The tension present in the Mosaic legalists’ and natural lawyers’ rules of recognition was not merely a continuation of the long-standing problem of accommodating timeless, divinely grounded principles to the mutability of human affairs. This problem took many forms. To begin with, the unchanging foundational
principles of natural and divine law needed to be connected through mid-level propositions to the varying times, places and circumstances of diverse societies. These basic principles were highly general (‘love God’, ‘do no evil’). They could be
applied to daily life only if particularized. In Thomist vocabulary, this was done by generating ‘conclusions’ (deductions of more specific secondary and tertiary precepts from foundational principles) and by creating ‘determinations’ (civil and ecclesiastical ordinances that applied natural and divine injunctions to specific cases). A second example of early modern theorists struggling to connect perpetual tenets to alterable communities occurred in the intense English debate over Church structure and governance.
Elizabethan and early Stuart defenders of the Church of England, notably Richard Hooker, struggled to expand the range of adiaphora in order to explain how the eternal ends of Christian faith could be served by a variety of forms of ecclesiastical organization and discipline suited to specific social conditions. The overall challenge in both of these arenas and many others was to produce the ‘conclusions’, ‘determinations’, institutional structures and practices that would give unchanging, divinely grounded principles practical expression amid diverse societies developing over time. The means chosen to effectuate invariant godly ends in a particular community had to take account of historical change, social variation and the claims of convenience. The many typologies distinguishing natural and divine eternal law from humanly made transient law — Domat’s ‘immutable’ and ‘arbitrary’ law, Althusius’s ‘common’ and ‘proper’ law, and so on — made the latter the realm of the ‘utility, condition, and other special circumstances of the country’.

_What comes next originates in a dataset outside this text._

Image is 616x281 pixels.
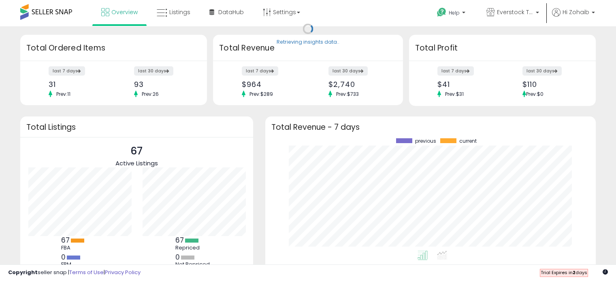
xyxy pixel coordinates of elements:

This background allows clearer perception of what was distinctive about the rules of recognition used by Mosaic legalists and Protestant natural lawyers. For them, convenience and social and historical variation did more than shape the means selected to give effect to already known natural and divine principles. The Mosaic legalists and Protestant natural lawyers also worked these factors into their methodology for identifying natural precepts and judicial laws of general equity. Change over time, social structures and convenience — matters of the transient, human world — were incorporated into the rules for recognizing natural and divine precepts that were perpetual, beyond time and culture. This tension, not unknown before but greatly enhanced among the Mosaic legalists and Protestant natural lawyers, distinguished them from prior Renaissance and medieval seekers after eternal ordinances. But attention to historical change and arguments about convenience needed to be carefully contained by stabilizing conventions. The stakes were high. For the Mosaic legalists’ and Protestant natural lawyers’ rules of recognition helped answer that most pressing, perennial question: what was God, through scripture and nature, commanding us to do?